Further to this, the monetary cost of this process, without subsidy, makes it uncompetitive against the production of virgin plastic. This points to a wider problem; from an environmental perspective, energy is priced low. The low cost of producing and shipping virgin plastic, as well as the low cost of the fossil fuels that these plastics are made from in the first place, incentivises the production of ever more plastic over recycling what we already have or seeking a sustainable alternative. And there is one further issue: aesthetics. Consumers ‘prefer’ the look of virgin plastic to the recycled alternative, even though the latter performs every bit as well.
In practice, most recycling facilities break plastics down mechanically into flakes. These flakes are then used to make duvets, boxes, pallets, jumpers and other similar products. The downside of this is that secondary plastic does not replace primary production meaning there is still a high use of natural resources and a heavy environmental impact. It does, however, reduce the amount of plastic going straight to landfill.
Special Case – Aluminium
Aluminium is a uniquely recyclable product as it can be reused indefinitely with no sacrifice of quantity or quality. Interestingly about three quarters of all aluminium ever produced is still in circulation. As shown in table 1, the embodied energy of aluminium is high (over twice that of most plastics) due the high energy required to remove the metal from its ore in the first place, but the ‘energy to recycle’ is less than 10% of this original energy cost.
Aluminium is a uniquely recyclable material
Aluminium is used for many applications but in MDR bins it is primarily used as a container for drinks. And this brings us nicely back to question posed at the start; which is a better: bottles or cans? Fortunately for beer lovers, due to modern canning processes, there is no compromise to taste or freshness. In other words, ‘tinnies’ no longer taste ‘tinny’. But what of the energy cost?
Currently about one third of aluminium is recycled with the rest coming from virgin stock, so an average drinks can weighing 15g requires 2.3 MJ to be produced. The energy-per-mass cost of glass is around a fifth of that for aluminium, but the weight of glass in a bottle vastly exceeds that of an aluminium can, resulting in an energy cost per bottle of 7MJ.
But what about transport? Beer is shipped from every corner of the world and the two beers I was looking at were from Colorado. The transport costs of the container alone from the US works out at 1.4MJ for the can and a staggering 18MJ for the bottle. So the total energy cost of getting those containers on the shelf in Dublin was 3.7MJ for the can and 25MJ for the bottle, a huge difference. Given that the cost of the beer is the same in each case, it is clear that aluminium cans are a better and less wasteful option than glass bottles. They are also completely recyclable so no landfill is required.

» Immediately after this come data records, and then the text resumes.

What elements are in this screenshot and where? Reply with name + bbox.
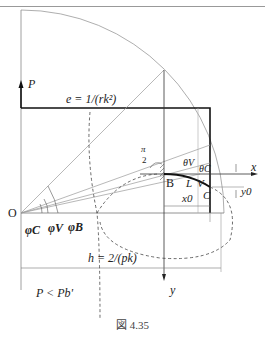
two-label: 2 — [142, 156, 147, 165]
dashed-loop-curve — [97, 174, 233, 259]
y0-label: y0 — [241, 186, 251, 197]
point-B-label: B — [166, 177, 174, 189]
fixed-support-hatch — [160, 164, 164, 180]
y-axis-arrowhead — [162, 274, 166, 281]
pi-label: π — [141, 145, 146, 154]
load-condition-label: P < Pb' — [36, 287, 73, 299]
load-arrow-head — [19, 80, 24, 88]
y-axis-label: y — [170, 284, 175, 296]
x0-label: x0 — [182, 193, 192, 204]
point-V-label: V — [197, 178, 204, 189]
theta-c-label: θC — [199, 164, 211, 174]
phi-c-label: φC — [25, 224, 40, 236]
h-formula-label: h = 2/(pk) — [88, 252, 137, 264]
load-label-P: P — [28, 78, 35, 90]
phi-angle-arcs — [40, 186, 58, 213]
right-angle-arc — [150, 163, 162, 168]
eccentricity-formula: e = 1/(rk²) — [66, 93, 116, 105]
point-C-label: C — [203, 190, 210, 201]
phi-b-label: φB — [68, 221, 83, 233]
x-axis-label: x — [251, 161, 256, 173]
phi-v-label: φV — [48, 222, 63, 234]
origin-O-label: O — [8, 207, 17, 219]
theta-v-label: θV — [183, 158, 194, 168]
figure-caption: 図 4.35 — [0, 316, 265, 332]
length-L-label: L — [186, 178, 192, 189]
diagram-canvas — [0, 0, 265, 353]
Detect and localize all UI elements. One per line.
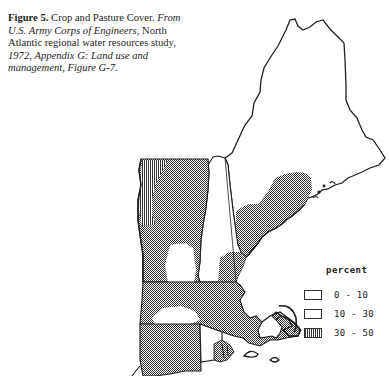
state-connecticut bbox=[132, 324, 201, 376]
legend-label: 10 - 30 bbox=[334, 309, 374, 319]
state-vermont bbox=[138, 159, 209, 282]
legend-item-0-10: 0 - 10 bbox=[304, 289, 368, 301]
legend-title: percent bbox=[326, 265, 367, 275]
legend-swatch-stipple bbox=[304, 309, 322, 319]
state-maine bbox=[225, 19, 385, 257]
legend-item-30-50: 30 - 50 bbox=[304, 327, 374, 339]
legend-label: 0 - 10 bbox=[334, 290, 368, 300]
legend-swatch-blank bbox=[304, 290, 322, 300]
legend-item-10-30: 10 - 30 bbox=[304, 308, 374, 320]
legend-label: 30 - 50 bbox=[334, 328, 374, 338]
legend-swatch-vertical-hatch bbox=[304, 328, 322, 338]
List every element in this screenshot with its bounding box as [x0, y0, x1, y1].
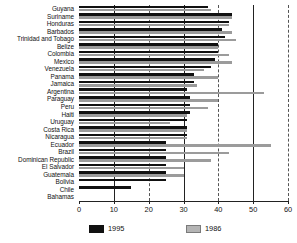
category-label: Belize: [0, 43, 74, 50]
bar-1986: [79, 107, 208, 110]
bar-1986: [79, 159, 211, 162]
bar-row: [79, 171, 288, 178]
category-label: Bahamas: [0, 193, 74, 200]
bar-1986: [79, 144, 271, 147]
bar-1986: [79, 152, 229, 155]
legend-item-1986: 1986: [186, 224, 221, 233]
category-label: Venezuela: [0, 65, 74, 72]
bar-row: [79, 118, 288, 125]
x-tick-label: 50: [249, 205, 257, 214]
x-tick-label: 60: [284, 205, 292, 214]
x-tick-label: 30: [179, 205, 187, 214]
bar-row: [79, 20, 288, 27]
category-label: Mexico: [0, 58, 74, 65]
x-tick-label: 20: [145, 205, 153, 214]
category-label: Barbados: [0, 28, 74, 35]
x-tick-60: [288, 201, 289, 204]
category-label: Guatemala: [0, 171, 74, 178]
bar-1986: [79, 129, 187, 132]
category-label: Brazil: [0, 148, 74, 155]
bar-chart: GuyanaSurinameHondurasBarbadosTrinidad a…: [0, 0, 297, 243]
legend-swatch-1986: [186, 225, 201, 233]
bar-row: [79, 111, 288, 118]
bar-row: [79, 178, 288, 185]
legend-label-1986: 1986: [205, 224, 221, 233]
bar-row: [79, 50, 288, 57]
category-label: Guyana: [0, 5, 74, 12]
x-tick-50: [253, 201, 254, 204]
category-label: Colombia: [0, 50, 74, 57]
bar-row: [79, 65, 288, 72]
bar-row: [79, 193, 288, 200]
x-tick-40: [218, 201, 219, 204]
category-label: Trinidad and Tobago: [0, 35, 74, 42]
bar-1986: [79, 114, 187, 117]
bar-1986: [79, 31, 232, 34]
bar-row: [79, 148, 288, 155]
category-label: Ecuador: [0, 141, 74, 148]
bar-row: [79, 95, 288, 102]
bar-1986: [79, 92, 264, 95]
bar-1995: [79, 186, 131, 189]
bar-row: [79, 186, 288, 193]
bar-1986: [79, 16, 232, 19]
bar-1995: [79, 179, 166, 182]
bar-row: [79, 5, 288, 12]
x-tick-label: 10: [110, 205, 118, 214]
category-label: Haiti: [0, 111, 74, 118]
bar-row: [79, 73, 288, 80]
gridline-60: [288, 5, 290, 201]
category-label: Honduras: [0, 20, 74, 27]
category-label: Nicaragua: [0, 133, 74, 140]
bar-1986: [79, 61, 232, 64]
bar-1986: [79, 69, 204, 72]
category-label: Argentina: [0, 88, 74, 95]
bar-row: [79, 156, 288, 163]
bar-1986: [79, 174, 184, 177]
category-label: Suriname: [0, 13, 74, 20]
category-label: Dominican Republic: [0, 156, 74, 163]
bar-1986: [79, 39, 236, 42]
chart-legend: 1995 1986: [0, 224, 297, 238]
x-tick-10: [114, 201, 115, 204]
bar-1986: [79, 24, 229, 27]
bar-row: [79, 88, 288, 95]
category-label: Bolivia: [0, 178, 74, 185]
bar-1986: [79, 167, 184, 170]
bar-row: [79, 103, 288, 110]
x-tick-0: [79, 201, 80, 204]
bar-1986: [79, 137, 187, 140]
category-label: Peru: [0, 103, 74, 110]
x-tick-20: [149, 201, 150, 204]
bar-row: [79, 141, 288, 148]
x-tick-30: [184, 201, 185, 204]
bar-1986: [79, 99, 218, 102]
legend-swatch-1995: [89, 225, 104, 233]
bar-row: [79, 13, 288, 20]
bar-1986: [79, 76, 218, 79]
legend-item-1995: 1995: [89, 224, 124, 233]
plot-area: [79, 5, 288, 201]
bar-row: [79, 58, 288, 65]
x-tick-label: 0: [77, 205, 81, 214]
legend-label-1995: 1995: [108, 224, 124, 233]
bar-1986: [79, 84, 197, 87]
category-label: Chile: [0, 186, 74, 193]
category-label: Panama: [0, 73, 74, 80]
bar-row: [79, 80, 288, 87]
bar-1986: [79, 46, 218, 49]
bar-1986: [79, 122, 170, 125]
category-label: El Salvador: [0, 163, 74, 170]
bar-1986: [79, 54, 229, 57]
bar-row: [79, 163, 288, 170]
bar-row: [79, 43, 288, 50]
bar-1986: [79, 9, 211, 12]
bar-row: [79, 35, 288, 42]
category-label: Paraguay: [0, 95, 74, 102]
bar-row: [79, 126, 288, 133]
category-label: Jamaica: [0, 80, 74, 87]
category-label-column: GuyanaSurinameHondurasBarbadosTrinidad a…: [0, 5, 76, 201]
bar-row: [79, 133, 288, 140]
category-label: Costa Rica: [0, 126, 74, 133]
x-tick-label: 40: [214, 205, 222, 214]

However, broader questions on green waste recycling are not so easy to answer. In truth, the word ‘recycle’ means very different things for paper, plastic and aluminium, and the interconnected nature of monetary cost, energy cost and environmental cost are not well understood by the general public. Then there is the completely non-linear issue of ‘contamination’, to which Brennan adds yet another complicating point.
“The narrative I came across a lot, and is something that people need to hear, is that if you are not sure whether something is recyclable, just throw it away. We have this notion that stuff in black bins is bad and in green bins is good, which is absurd given that you incur an energy cost of processing materials for recycling and if they don't get recycled into usable stock, that energy is wasted.”
It is obvious that we need to better understand and better communicate these ideas if we are to ‘recycle’ conscientiously as most people genuinely wish to do.